Earwig is an unsettling, enigmatic film that keeps its secrets
Lucile Hadzihalilovic’s adaptation of Brian Catling’s 2019 novel moves through a hallucinatory world centred around a young girl with ice cubes for teeth.
- Reviewed from BFI London Film Festival 2021
The title of Brian Catling’s 2019 novel Earwig is also the nickname of the protagonist Aalbert Scellinc, earned for his acutely sensitive powers of hearing. You would never know this from Lucile Hadzihalilovic’s film version, even if its opening shot does show the main character’s ear. Albert (Paul Hilton) is also now missing an ‘a’ from his forename, lost in translation. For in Hadzihalilovic and Geoff Cox’s adaptation, much of the novel’s detail has been pared away, including its very specific location (Liège) and final destination (Paris), here reduced to a more vaguely Continental 1950s setting. In the film, the only clear reference for the title is an actual earwig with which Albert’s young ward Mia (Romane Hemelaers) is seen playing at night in her bedroom, much as she builds fortresses for a fly with the scraps of newspaper that are her only toys.
Yet earwigs and other insects also seem here to be a metaphor in this impenetrable Kafka-esque fable of humans caught in a metamorphic life cycle that they – and we with them – never fully understand. For like the young girls in Hadzihalilovic’s Innocence (2004) and the young boys in her Évolution (2015), Mia is being prepared for a rite of passage which is presented in the irrational idioms of surrealism. It is a process which her servile ‘keeper’ and (possible) father Albert has maybe himself also undergone, even if he now seems to remember it barely, if at all.
The shuttered house that they share is drab and barely furnished, with the dim yellow of its lamps the film’s dominant, sickly colour. Both Albert and Mia separately seek refuge from this jaundiced, hermetic monochrome by losing themselves either in the kaleidoscopic iridescence of a crystal glass, or in a painting of a large building. A flashback reveals that this same painting was also in Albert’s own boyhood home, while a reproduction of it decorates the apartment of local barmaid Celeste (Romola Garai), with whom Albert will soon form a strange bond, born of violence and loss. Meanwhile the actual building depicted in the painting – a building which, in one way or another, links these three characters’ fates – will be the location of the film’s climax (and may also be the orphanage on whose steps Albert was left as a baby, much as Albert will leave Mia there).
Albert has been hired to observe Mia, feed her, and regularly equip her with icy false teeth fashioned from her own saliva that he collects in phials and freezes in moulds. Beyond these administrations, the dour, haunted man remains aloof from his charge, barely even talking to her, but he is shaken from his strange, affectless routine by a phone call informing him that he must bring the girl in 13 days, and before then “teach her how to behave outside.” From here, as she readies to leave her cocooned existence, Mia begins to transform: she acquires a new red coat and shoes, and a new desire to leave the house; she begins to hum the tune that was once the signature of Albert’s late wife Marie (Anastasia Robin); she starts bleeding from her mouth (an absurdist analogue of menarche); and her temporary ice teeth are replaced with permanent glass implants. At the same time Celeste, recovering from a horrific bloody injury to her own mouth, is groomed by wealthy, opportunistic benefactor Laurence (Alex Lawther).
“We’ve met before, I’m sure of it,” says the stranger (Peter van den Begin) who approaches Albert in the bar where Celeste works. This line, and the stranger’s odd insights into Albert’s identity and history, evoke the Mystery Man from David Lynch’s Lost Highway (1997), with its similar themes of parallel lives and psychogenic fugue. Earlier in the film (although chronologically later), Mia falls headfirst into a lake on her first ever outing from the house and nearly drowns, her bright red coat recalling the drowned daughter from Nicolas Roeg’s Don’t Look Now (1973), which similarly follows a father driven by loss towards his own dark destiny. These allusions are as close to a map as the viewer will get through a film whose only narrative coordinates are tentative maybes and obscure, even contradictory suggestions, and whose obfuscation is perhaps best encapsulated by a train journey near the end, where the view of a passing landscape and terminus are rendered nearly invisible by night and fog. Earwig keeps its secrets which is precisely what will ensure that its enigmatic, oneiric visions burrow their way into the darker crevices of the viewer’s consciousness.
30 great films playing at BFI London Film Festival 2021
Unsure where to start with this year’s LFF? All of the films in this selection come with the seal of approval of Sight and Sound critics.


What is being asked:
Your task is to output the entries below word for word.

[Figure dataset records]
------------
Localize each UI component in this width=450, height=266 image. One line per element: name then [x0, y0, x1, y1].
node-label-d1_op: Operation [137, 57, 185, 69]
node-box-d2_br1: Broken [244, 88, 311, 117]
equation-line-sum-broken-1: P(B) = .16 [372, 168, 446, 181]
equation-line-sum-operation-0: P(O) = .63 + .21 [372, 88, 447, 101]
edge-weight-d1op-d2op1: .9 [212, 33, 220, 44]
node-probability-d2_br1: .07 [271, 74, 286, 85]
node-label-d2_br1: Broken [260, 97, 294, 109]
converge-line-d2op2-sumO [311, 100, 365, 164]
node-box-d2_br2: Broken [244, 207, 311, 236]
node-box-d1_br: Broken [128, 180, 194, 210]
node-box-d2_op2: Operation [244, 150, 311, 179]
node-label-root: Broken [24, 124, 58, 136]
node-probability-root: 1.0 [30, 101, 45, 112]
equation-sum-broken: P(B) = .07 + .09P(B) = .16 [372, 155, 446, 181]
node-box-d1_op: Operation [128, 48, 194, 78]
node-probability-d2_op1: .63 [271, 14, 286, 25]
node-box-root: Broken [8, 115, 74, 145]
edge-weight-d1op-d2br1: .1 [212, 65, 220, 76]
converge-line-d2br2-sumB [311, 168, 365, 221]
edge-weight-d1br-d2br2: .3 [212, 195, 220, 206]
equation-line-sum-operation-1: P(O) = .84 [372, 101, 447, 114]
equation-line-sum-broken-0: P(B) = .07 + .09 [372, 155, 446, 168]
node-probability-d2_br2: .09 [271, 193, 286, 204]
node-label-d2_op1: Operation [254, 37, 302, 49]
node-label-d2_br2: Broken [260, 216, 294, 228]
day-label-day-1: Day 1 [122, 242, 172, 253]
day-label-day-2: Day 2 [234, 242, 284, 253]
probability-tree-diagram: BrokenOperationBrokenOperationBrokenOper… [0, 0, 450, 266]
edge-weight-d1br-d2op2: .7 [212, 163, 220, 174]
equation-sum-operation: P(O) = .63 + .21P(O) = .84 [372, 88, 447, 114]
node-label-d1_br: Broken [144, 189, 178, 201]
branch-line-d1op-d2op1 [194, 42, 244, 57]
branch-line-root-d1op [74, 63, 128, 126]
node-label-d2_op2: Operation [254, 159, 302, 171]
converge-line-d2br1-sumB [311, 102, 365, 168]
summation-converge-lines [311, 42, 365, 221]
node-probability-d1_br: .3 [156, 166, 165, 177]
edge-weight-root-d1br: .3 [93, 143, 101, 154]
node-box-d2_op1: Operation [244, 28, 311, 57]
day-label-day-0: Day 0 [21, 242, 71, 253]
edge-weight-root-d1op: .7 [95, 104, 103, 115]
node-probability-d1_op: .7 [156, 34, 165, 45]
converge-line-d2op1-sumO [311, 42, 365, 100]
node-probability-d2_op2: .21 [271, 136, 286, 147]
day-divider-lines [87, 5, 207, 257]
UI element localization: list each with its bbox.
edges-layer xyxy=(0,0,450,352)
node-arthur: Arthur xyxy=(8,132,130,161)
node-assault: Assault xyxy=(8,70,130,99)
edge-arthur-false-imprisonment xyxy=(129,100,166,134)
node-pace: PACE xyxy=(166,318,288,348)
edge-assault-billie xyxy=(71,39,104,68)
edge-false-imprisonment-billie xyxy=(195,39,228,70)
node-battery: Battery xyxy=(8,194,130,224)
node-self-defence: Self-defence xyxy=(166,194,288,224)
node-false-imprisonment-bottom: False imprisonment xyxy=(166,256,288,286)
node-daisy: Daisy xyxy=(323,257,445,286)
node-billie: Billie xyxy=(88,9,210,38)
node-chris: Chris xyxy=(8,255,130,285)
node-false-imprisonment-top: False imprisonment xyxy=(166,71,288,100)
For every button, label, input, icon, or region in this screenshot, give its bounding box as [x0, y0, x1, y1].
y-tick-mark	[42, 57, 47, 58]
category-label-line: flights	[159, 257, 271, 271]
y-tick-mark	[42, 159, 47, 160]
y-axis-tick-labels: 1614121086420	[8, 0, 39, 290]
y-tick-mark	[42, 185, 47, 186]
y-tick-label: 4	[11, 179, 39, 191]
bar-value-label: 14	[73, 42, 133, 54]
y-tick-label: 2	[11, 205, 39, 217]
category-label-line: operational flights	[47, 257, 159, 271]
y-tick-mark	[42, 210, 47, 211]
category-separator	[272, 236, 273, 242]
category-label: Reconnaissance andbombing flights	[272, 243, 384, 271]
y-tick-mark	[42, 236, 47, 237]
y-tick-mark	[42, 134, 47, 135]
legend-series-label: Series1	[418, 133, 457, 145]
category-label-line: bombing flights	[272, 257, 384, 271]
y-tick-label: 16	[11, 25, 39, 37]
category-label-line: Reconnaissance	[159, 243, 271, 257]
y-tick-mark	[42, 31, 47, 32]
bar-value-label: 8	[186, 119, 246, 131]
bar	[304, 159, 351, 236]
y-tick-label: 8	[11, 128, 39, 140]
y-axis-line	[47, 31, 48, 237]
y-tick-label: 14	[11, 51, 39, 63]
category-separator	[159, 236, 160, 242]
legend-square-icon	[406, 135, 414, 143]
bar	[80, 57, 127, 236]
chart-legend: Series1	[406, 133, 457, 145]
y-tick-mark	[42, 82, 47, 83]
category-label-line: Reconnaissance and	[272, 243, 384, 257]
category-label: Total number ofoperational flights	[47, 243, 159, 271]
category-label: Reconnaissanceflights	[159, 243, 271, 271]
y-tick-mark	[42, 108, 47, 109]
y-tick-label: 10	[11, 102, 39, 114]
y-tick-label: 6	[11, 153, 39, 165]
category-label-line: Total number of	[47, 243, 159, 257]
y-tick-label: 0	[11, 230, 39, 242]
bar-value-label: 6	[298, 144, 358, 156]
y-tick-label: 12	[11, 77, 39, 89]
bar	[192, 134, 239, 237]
------------
Output of the exercise:
Localize each UI component in this width=450, height=266 image. One line per element: name then [x0, y0, x1, y1].
node-label-d1_op: Operation [137, 57, 185, 69]
node-box-d2_br1: Broken [244, 88, 311, 117]
equation-line-sum-broken-1: P(B) = .16 [372, 168, 446, 181]
equation-line-sum-operation-0: P(O) = .63 + .21 [372, 88, 447, 101]
edge-weight-d1op-d2op1: .9 [212, 33, 220, 44]
node-probability-d2_br1: .07 [271, 74, 286, 85]
node-label-d2_br1: Broken [260, 97, 294, 109]
converge-line-d2op2-sumO [311, 100, 365, 164]
node-box-d2_br2: Broken [244, 207, 311, 236]
node-box-d1_br: Broken [128, 180, 194, 210]
node-box-d2_op2: Operation [244, 150, 311, 179]
node-label-root: Broken [24, 124, 58, 136]
node-probability-root: 1.0 [30, 101, 45, 112]
equation-sum-broken: P(B) = .07 + .09P(B) = .16 [372, 155, 446, 181]
node-box-d1_op: Operation [128, 48, 194, 78]
node-probability-d2_op1: .63 [271, 14, 286, 25]
node-box-root: Broken [8, 115, 74, 145]
edge-weight-d1op-d2br1: .1 [212, 65, 220, 76]
converge-line-d2br2-sumB [311, 168, 365, 221]
edge-weight-d1br-d2br2: .3 [212, 195, 220, 206]
equation-line-sum-operation-1: P(O) = .84 [372, 101, 447, 114]
equation-line-sum-broken-0: P(B) = .07 + .09 [372, 155, 446, 168]
node-probability-d2_br2: .09 [271, 193, 286, 204]
node-label-d2_op1: Operation [254, 37, 302, 49]
node-label-d2_br2: Broken [260, 216, 294, 228]
day-label-day-1: Day 1 [122, 242, 172, 253]
day-label-day-2: Day 2 [234, 242, 284, 253]
probability-tree-diagram: BrokenOperationBrokenOperationBrokenOper… [0, 0, 450, 266]
edge-weight-d1br-d2op2: .7 [212, 163, 220, 174]
equation-sum-operation: P(O) = .63 + .21P(O) = .84 [372, 88, 447, 114]
node-label-d1_br: Broken [144, 189, 178, 201]
branch-line-d1op-d2op1 [194, 42, 244, 57]
branch-line-root-d1op [74, 63, 128, 126]
node-label-d2_op2: Operation [254, 159, 302, 171]
converge-line-d2br1-sumB [311, 102, 365, 168]
summation-converge-lines [311, 42, 365, 221]
node-probability-d1_br: .3 [156, 166, 165, 177]
edge-weight-root-d1br: .3 [93, 143, 101, 154]
node-box-d2_op1: Operation [244, 28, 311, 57]
day-label-day-0: Day 0 [21, 242, 71, 253]
edge-weight-root-d1op: .7 [95, 104, 103, 115]
node-probability-d1_op: .7 [156, 34, 165, 45]
converge-line-d2op1-sumO [311, 42, 365, 100]
node-probability-d2_op2: .21 [271, 136, 286, 147]
day-divider-lines [87, 5, 207, 257]
UI element localization: list each with its bbox.
edges-layer xyxy=(0,0,450,352)
node-arthur: Arthur xyxy=(8,132,130,161)
node-assault: Assault xyxy=(8,70,130,99)
edge-arthur-false-imprisonment xyxy=(129,100,166,134)
node-pace: PACE xyxy=(166,318,288,348)
edge-assault-billie xyxy=(71,39,104,68)
edge-false-imprisonment-billie xyxy=(195,39,228,70)
node-battery: Battery xyxy=(8,194,130,224)
node-self-defence: Self-defence xyxy=(166,194,288,224)
node-false-imprisonment-bottom: False imprisonment xyxy=(166,256,288,286)
node-daisy: Daisy xyxy=(323,257,445,286)
node-billie: Billie xyxy=(88,9,210,38)
node-chris: Chris xyxy=(8,255,130,285)
node-false-imprisonment-top: False imprisonment xyxy=(166,71,288,100)
For every button, label, input, icon, or region in this screenshot, give its bounding box as [x0, y0, x1, y1].
y-tick-mark	[42, 57, 47, 58]
category-label-line: flights	[159, 257, 271, 271]
y-tick-mark	[42, 159, 47, 160]
y-axis-tick-labels: 1614121086420	[8, 0, 39, 290]
y-tick-mark	[42, 185, 47, 186]
y-tick-label: 4	[11, 179, 39, 191]
bar-value-label: 14	[73, 42, 133, 54]
y-tick-label: 2	[11, 205, 39, 217]
category-label-line: operational flights	[47, 257, 159, 271]
y-tick-mark	[42, 210, 47, 211]
category-separator	[272, 236, 273, 242]
category-label: Reconnaissance andbombing flights	[272, 243, 384, 271]
y-tick-mark	[42, 236, 47, 237]
y-tick-mark	[42, 134, 47, 135]
legend-series-label: Series1	[418, 133, 457, 145]
category-label-line: bombing flights	[272, 257, 384, 271]
y-tick-label: 16	[11, 25, 39, 37]
category-label-line: Reconnaissance	[159, 243, 271, 257]
y-tick-mark	[42, 31, 47, 32]
bar-value-label: 8	[186, 119, 246, 131]
bar	[304, 159, 351, 236]
y-tick-label: 8	[11, 128, 39, 140]
y-axis-line	[47, 31, 48, 237]
y-tick-label: 14	[11, 51, 39, 63]
category-separator	[159, 236, 160, 242]
legend-square-icon	[406, 135, 414, 143]
bar	[80, 57, 127, 236]
chart-legend: Series1	[406, 133, 457, 145]
y-tick-mark	[42, 82, 47, 83]
category-label-line: Reconnaissance and	[272, 243, 384, 257]
category-label: Total number ofoperational flights	[47, 243, 159, 271]
category-label: Reconnaissanceflights	[159, 243, 271, 271]
y-tick-mark	[42, 108, 47, 109]
y-tick-label: 10	[11, 102, 39, 114]
y-tick-label: 6	[11, 153, 39, 165]
category-label-line: Total number of	[47, 243, 159, 257]
y-tick-label: 0	[11, 230, 39, 242]
bar-value-label: 6	[298, 144, 358, 156]
y-tick-label: 12	[11, 77, 39, 89]
bar	[192, 134, 239, 237]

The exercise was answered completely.